Berkeley Packet Filter (BPF) is a Linux kernel bytecode interpreter originally
introduced to filter network packets, e.g. for tcpdump and socket filters. The
BPF instruction set and surrounding architecture has recently been
significantly reworked with additional data structures such as hash tables and
arrays for keeping state as well as additional actions to support packet
mangling, forwarding, encapsulation, etc. Furthermore, a compiler back end for
LLVM allows for programs to be written in C and compiled into BPF instructions.
An in-kernel verifier ensures that BPF programs are safe to run and a JIT
compiler converts the BPF bytecode to CPU architecture specific instructions
for native execution efficiency. BPF programs can be run at various hooking
points in the kernel such as for incoming packets, outgoing packets, system
calls, kprobes, uprobes, tracepoints, etc.

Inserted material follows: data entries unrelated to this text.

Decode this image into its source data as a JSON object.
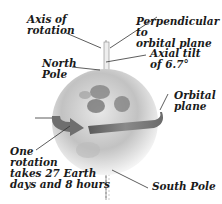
{
  "diagram": {
    "labels": {
      "axis_of_rotation": "Axis of\nrotation",
      "north_pole": "North\nPole",
      "perpendicular": "Perpendicular to\norbital plane",
      "axial_tilt": "Axial tilt\nof 6.7°",
      "orbital_plane": "Orbital\nplane",
      "one_rotation": "One\nrotation\ntakes 27 Earth\ndays and 8 hours",
      "south_pole": "South Pole"
    },
    "colors": {
      "globe_light": "#e6e6e6",
      "globe_mid": "#b4b4b4",
      "globe_dark": "#6e6e6e",
      "arrow": "#7a7a7a",
      "arrow_dark": "#5a5a5a",
      "leader_line": "#333333",
      "text": "#1a1a1a"
    }
  }
}
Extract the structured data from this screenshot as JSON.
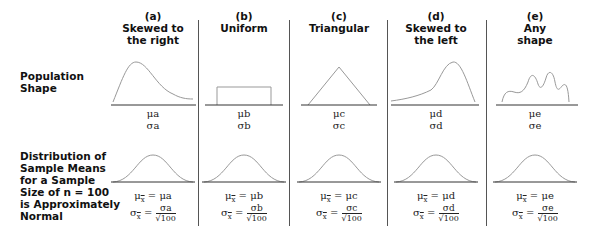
{
  "row_labels": {
    "population": [
      "Population",
      "Shape"
    ],
    "sampling": [
      "Distribution of",
      "Sample Means",
      "for a Sample",
      "Size of n = 100",
      "is Approximately",
      "Normal"
    ]
  },
  "columns": [
    {
      "letter": "(a)",
      "title_lines": [
        "Skewed to",
        "the right"
      ],
      "shape": "right-skewed",
      "mu": "μa",
      "sigma": "σa",
      "mu_sym": "μ",
      "sigma_sym": "σ",
      "param": "a",
      "xbar": "x",
      "sqrt_n": "√100",
      "eq": "="
    },
    {
      "letter": "(b)",
      "title_lines": [
        "Uniform"
      ],
      "shape": "uniform",
      "mu": "μb",
      "sigma": "σb",
      "mu_sym": "μ",
      "sigma_sym": "σ",
      "param": "b",
      "xbar": "x",
      "sqrt_n": "√100",
      "eq": "="
    },
    {
      "letter": "(c)",
      "title_lines": [
        "Triangular"
      ],
      "shape": "triangular",
      "mu": "μc",
      "sigma": "σc",
      "mu_sym": "μ",
      "sigma_sym": "σ",
      "param": "c",
      "xbar": "x",
      "sqrt_n": "√100",
      "eq": "="
    },
    {
      "letter": "(d)",
      "title_lines": [
        "Skewed to",
        "the left"
      ],
      "shape": "left-skewed",
      "mu": "μd",
      "sigma": "σd",
      "mu_sym": "μ",
      "sigma_sym": "σ",
      "param": "d",
      "xbar": "x",
      "sqrt_n": "√100",
      "eq": "="
    },
    {
      "letter": "(e)",
      "title_lines": [
        "Any",
        "shape"
      ],
      "shape": "multimodal",
      "mu": "μe",
      "sigma": "σe",
      "mu_sym": "μ",
      "sigma_sym": "σ",
      "param": "e",
      "xbar": "x",
      "sqrt_n": "√100",
      "eq": "="
    }
  ],
  "sample_size": "n = 100",
  "sampling_shape": "normal",
  "colors": {
    "curve": "#999999",
    "axis": "#333333",
    "divider": "#555555",
    "text": "#111111"
  }
}
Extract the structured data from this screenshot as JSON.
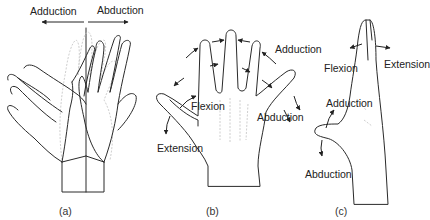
{
  "figure": {
    "panel_a": {
      "caption": "(a)",
      "labels": {
        "left": "Adduction",
        "right": "Abduction"
      }
    },
    "panel_b": {
      "caption": "(b)",
      "labels": {
        "adduction": "Adduction",
        "flexion": "Flexion",
        "extension": "Extension",
        "abduction": "Abduction"
      }
    },
    "panel_c": {
      "caption": "(c)",
      "labels": {
        "flexion": "Flexion",
        "extension": "Extension",
        "adduction": "Adduction",
        "abduction": "Abduction"
      }
    },
    "colors": {
      "line": "#2a2a2a",
      "faint": "#c8c8c8",
      "background": "#ffffff"
    }
  }
}
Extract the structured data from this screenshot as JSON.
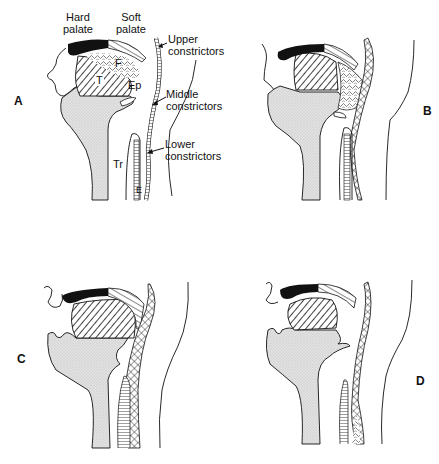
{
  "figure": {
    "panels": [
      {
        "id": "A",
        "letter": "A"
      },
      {
        "id": "B",
        "letter": "B"
      },
      {
        "id": "C",
        "letter": "C"
      },
      {
        "id": "D",
        "letter": "D"
      }
    ],
    "labels": {
      "hard_palate_1": "Hard",
      "hard_palate_2": "palate",
      "soft_palate_1": "Soft",
      "soft_palate_2": "palate",
      "F": "F",
      "T": "T",
      "Ep": "Ep",
      "Tr": "Tr",
      "E": "E",
      "upper_1": "Upper",
      "upper_2": "constrictors",
      "middle_1": "Middle",
      "middle_2": "constrictors",
      "lower_1": "Lower",
      "lower_2": "constrictors"
    },
    "colors": {
      "ink": "#111111",
      "stipple": "#d4d4d4",
      "background": "#ffffff"
    }
  }
}
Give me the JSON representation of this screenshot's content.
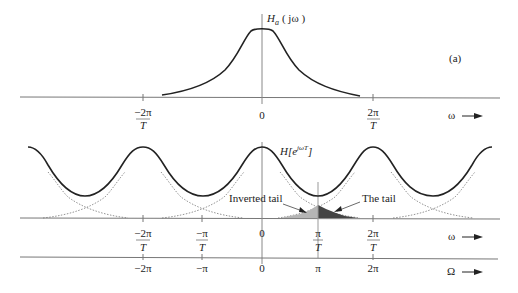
{
  "panel_a": {
    "label": "(a)",
    "curve_label_main": "H",
    "curve_label_sub": "a",
    "curve_label_arg": "( jω )",
    "x_axis_label": "ω",
    "ticks": [
      {
        "num": "−2π",
        "den": "T",
        "x": 143
      },
      {
        "num": "0",
        "den": "",
        "x": 262
      },
      {
        "num": "2π",
        "den": "T",
        "x": 373
      }
    ]
  },
  "panel_b": {
    "curve_label_main": "H[e",
    "curve_label_sup": "jωT",
    "curve_label_close": "]",
    "annotation_inverted": "Inverted tail",
    "annotation_tail": "The tail",
    "omega_axis_label": "ω",
    "Omega_axis_label": "Ω",
    "omega_ticks": [
      {
        "num": "−2π",
        "den": "T",
        "x": 143
      },
      {
        "num": "−π",
        "den": "T",
        "x": 202
      },
      {
        "num": "0",
        "den": "",
        "x": 262
      },
      {
        "num": "π",
        "den": "T",
        "x": 318
      },
      {
        "num": "2π",
        "den": "T",
        "x": 373
      }
    ],
    "Omega_ticks": [
      {
        "label": "−2π",
        "x": 143
      },
      {
        "label": "−π",
        "x": 202
      },
      {
        "label": "0",
        "x": 262
      },
      {
        "label": "π",
        "x": 318
      },
      {
        "label": "2π",
        "x": 373
      }
    ]
  },
  "colors": {
    "curve": "#222222",
    "axis": "#777777",
    "dotted": "#888888",
    "inverted_tail_fill": "#b5b5b5",
    "tail_fill": "#444444"
  }
}
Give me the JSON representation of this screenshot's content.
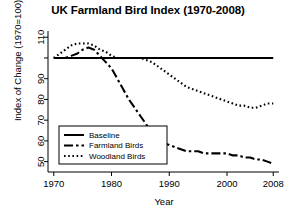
{
  "chart_data": {
    "type": "line",
    "title": "UK Farmland Bird Index (1970-2008)",
    "xlabel": "Year",
    "ylabel": "Index of Change (1970=100)",
    "xlim": [
      1969,
      2009
    ],
    "ylim": [
      45,
      113
    ],
    "grid": false,
    "legend_position": "bottom-left",
    "xticks": [
      1970,
      1980,
      1990,
      2000,
      2008
    ],
    "xtick_labels": [
      "1970",
      "1980",
      "1990",
      "2000",
      "2008"
    ],
    "yticks": [
      50,
      60,
      70,
      80,
      90,
      100,
      110
    ],
    "ytick_labels": [
      "50",
      "60",
      "70",
      "80",
      "90",
      "",
      "110"
    ],
    "x": [
      1970,
      1971,
      1972,
      1973,
      1974,
      1975,
      1976,
      1977,
      1978,
      1979,
      1980,
      1981,
      1982,
      1983,
      1984,
      1985,
      1986,
      1987,
      1988,
      1989,
      1990,
      1991,
      1992,
      1993,
      1994,
      1995,
      1996,
      1997,
      1998,
      1999,
      2000,
      2001,
      2002,
      2003,
      2004,
      2005,
      2006,
      2007,
      2008
    ],
    "series": [
      {
        "name": "Baseline",
        "style": "solid",
        "color": "#000000",
        "values": [
          100,
          100,
          100,
          100,
          100,
          100,
          100,
          100,
          100,
          100,
          100,
          100,
          100,
          100,
          100,
          100,
          100,
          100,
          100,
          100,
          100,
          100,
          100,
          100,
          100,
          100,
          100,
          100,
          100,
          100,
          100,
          100,
          100,
          100,
          100,
          100,
          100,
          100,
          100
        ]
      },
      {
        "name": "Farmland Birds",
        "style": "dashdot",
        "color": "#000000",
        "values": [
          100,
          100,
          100,
          101,
          102,
          104,
          105,
          104,
          101,
          98,
          95,
          90,
          85,
          80,
          76,
          72,
          68,
          64,
          61,
          59,
          58,
          57,
          56,
          55,
          55,
          55,
          54,
          54,
          54,
          54,
          54,
          53,
          53,
          52,
          52,
          51,
          51,
          50,
          49
        ]
      },
      {
        "name": "Woodland Birds",
        "style": "dotted",
        "color": "#000000",
        "values": [
          100,
          102,
          104,
          106,
          107,
          107,
          107,
          106,
          104,
          103,
          101,
          100,
          100,
          100,
          100,
          100,
          99,
          98,
          96,
          94,
          92,
          90,
          88,
          86,
          85,
          84,
          83,
          82,
          81,
          80,
          79,
          78,
          77,
          77,
          76,
          76,
          77,
          78,
          78
        ]
      }
    ]
  },
  "legend": {
    "entries": [
      {
        "label": "Baseline",
        "style": "solid"
      },
      {
        "label": "Farmland Birds",
        "style": "dashdot"
      },
      {
        "label": "Woodland Birds",
        "style": "dotted"
      }
    ]
  }
}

BPF continues to evolve and gain additional capabilities with each new Linux
release. Cilium leverages BPF to perform core data path filtering, mangling,
monitoring and redirection, and requires BPF capabilities that are in any Linux
kernel version 4.8.0 or newer (the latest current stable Linux kernel is
4.10.x).
Many Linux distributions including CoreOS, Debian, Docker's LinuxKit, Fedora,
and Ubuntu already ship kernel versions >= 4.8.x. You can check your Linux
kernel version by running uname -a
. If you are not yet running a recent
enough kernel, check the Documentation of your Linux distribution on how to run
Linux kernel 4.9.x or later.
For more detail on kernel versions, see: Prerequisites
XDP is a further step in evolution and enables to run a specific flavor of BPF
programs from the network driver with direct access to the packet's DMA buffer.
This is, by definition, the earliest possible point in the software stack,
where programs can be attached to in order to allow for a programmable, high
performance packet processor in the Linux kernel networking data path.
Further information about BPF and XDP targeted for developers can be found in
the BPF and XDP reference guide.
Installation
See the Installation instructions
Presentations
- DockerCon, April 18, 2017: Cilium - Network and Application Security with BPF and XDP
- CNCF/KubeCon Meetup, March 28, 2017: Linux Native, HTTP Aware Network Security
- Docker Distributed Systems Summit, Berlin, Oct 2016: Slides, Video
- NetDev1.2, Tokyo, Sep 2016 - cls_bpf/eBPF updates since netdev 1.1: Slides, Video
- NetDev1.2, Tokyo, Sep 2016 - Advanced programmability and recent updates with tc’s cls_bpf: Slides, Video
- ContainerCon NA, Toronto, Aug 2016 - Fast IPv6 container networking with BPF & XDP: Slides
Podcasts
- Software Gone Wild by Ivan Pepelnjak, Oct 2016: Blog, MP3
- OVS Orbit by Ben Pfaff, May 2016: Blog, MP3
- Cilium for Network and Application Security with BPF and XDP, Apr 2017:
Blog
- Cilium, BPF and XDP, Google Open Source Blog, Nov 2016:
Blog
Weekly Hangout
- The developer community is hanging out on zoom on a weekly basis to chat. Everybody is welcome.
- Weekly, Monday, 9:00 am PT, 12:00 pm (noon) ET, 6:00 pm CEST
- Join zoom
If you have any questions feel free to contact us on Slack
License
The cilium user space components are licensed under the
Apache License, Version 2.0. The BPF code templates are licensed
under the General Public License, Version 2.0.